The message Ian Anderson wants engraved on his tombstone

It’s a pithy way to surmise Ian Anderson’s, or indeed any other artist’s, legacy in rock and pop history.

How exactly does one capture the Jethro Tull frontman in an enduring epitaph to hang over his eternal whereabouts? Whatever ends up inscribed on his grave needs to be accompanied by the band’s quasi-logo, being the silhouetted figure of a one-legged flautist that looks plucked straight from some weathered medieval manuscript of beasts and mythic characters.

They were different. Burnished at the end of the 1960s with a potent brew of hard rock, bluesy stroll, and folkloric flair, Jethro Tull orbited the emerging progressive rock scene across the ensuing years in their own idiosyncratic way.

Embracing the likes of King Crimson or Genesis’ songcraft expanse while eschewing Yes and Emerson, Lake & Palmer’s cosmic noodles, Anderson’s dogged pursuit of new creative ventures would even see him poke fun at the proggy excesses of the day with 1972’s satirical Thick as a Brick. It was the secret weapon to Jethro Tull’s work that fans loved the most, always armed with a razor-sharp awareness and sense of humour to avoid lapsing into the sillier pitfalls that ensnared their peers.

Perhaps it’s such restless unorthodoxy that best serves a statement on Anderson’s final resting place? Fans would agree, Jethro Tull forever marking their own weird presence at whatever musical fancy they put their hand to, be it arcane folk or the piledriving new wave synths smattering their 1980s efforts.

It’s a sentiment shared by Jethro Tull’s songsmith, too, taking pride in their unerring chase for music’s untamed, fraught beckoning over commercial security, knowing full well the artistic failures that come with such gambles.

“Over all those years, Jethro Tull tried hard,” Anderson told The Guardian in 2022. “Some people might say we tried too hard, but it’s better to do that and fall on your face once in a while rather than sit comfortably backpedalling in order to keep on an even keel. I’d get restless if I did generic music like the Stones or even the Who, or the Ramones in the world of punk. I feel I’ve gotta get on and do something that allows me to get close to what I think I can do.”

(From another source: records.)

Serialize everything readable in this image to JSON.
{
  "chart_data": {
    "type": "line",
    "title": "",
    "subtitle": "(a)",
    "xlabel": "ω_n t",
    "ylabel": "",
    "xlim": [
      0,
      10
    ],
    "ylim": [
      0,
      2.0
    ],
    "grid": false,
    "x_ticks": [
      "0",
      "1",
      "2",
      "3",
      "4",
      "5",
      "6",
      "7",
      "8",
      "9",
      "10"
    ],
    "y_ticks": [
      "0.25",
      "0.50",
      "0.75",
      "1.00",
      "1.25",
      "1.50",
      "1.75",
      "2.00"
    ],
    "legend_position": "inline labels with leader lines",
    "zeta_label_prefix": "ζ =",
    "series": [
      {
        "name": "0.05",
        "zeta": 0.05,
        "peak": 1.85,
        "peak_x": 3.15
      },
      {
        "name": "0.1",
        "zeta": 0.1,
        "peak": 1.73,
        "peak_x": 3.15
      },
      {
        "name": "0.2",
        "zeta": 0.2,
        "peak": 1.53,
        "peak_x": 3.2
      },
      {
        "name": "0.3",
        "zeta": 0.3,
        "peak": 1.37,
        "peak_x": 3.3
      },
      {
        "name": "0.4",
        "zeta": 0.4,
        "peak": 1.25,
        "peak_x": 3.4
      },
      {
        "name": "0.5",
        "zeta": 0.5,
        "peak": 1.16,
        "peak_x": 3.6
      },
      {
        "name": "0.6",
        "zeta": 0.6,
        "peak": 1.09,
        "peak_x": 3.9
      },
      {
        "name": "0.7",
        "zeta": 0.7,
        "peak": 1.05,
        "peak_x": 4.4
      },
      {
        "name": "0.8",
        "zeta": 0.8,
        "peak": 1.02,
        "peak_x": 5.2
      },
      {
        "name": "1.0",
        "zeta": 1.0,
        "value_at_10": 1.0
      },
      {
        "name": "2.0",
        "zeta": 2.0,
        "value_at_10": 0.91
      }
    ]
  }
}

Generic? Perhaps. The Rolling Stones certainly lapsed into a post-Tattoo You machine perfectly titled ‘Stones Inc’ by the Robert’s Record Corner YouTube series, yet still flashed a genre dexterity to anyone that’s bothered to follow their output across the last 40-odd years. The Who have rested on their stadium powerpop laurels since Face Dances, but the Ramones were more myriad than is remembered, touching on bubblegum love songs, metal affront, and pop blasts when the moment called for it.

But generic is one thing Jethro Tull had managed to avoid like the plague, always clamouring for some new lyrical corner or musical cranny to discover across their winding oeuvre, even as recently as 2025’s Curious Ruminant.

“If you can elaborate all of that and put it in a three-line epitaph for my tombstone, I’d be most grateful to receive the result by email at some point,” Anderson quipped, offering tips to his future stonemason and anybody stepping up to the task of capturing Jethro Tull’s intrepid spirit.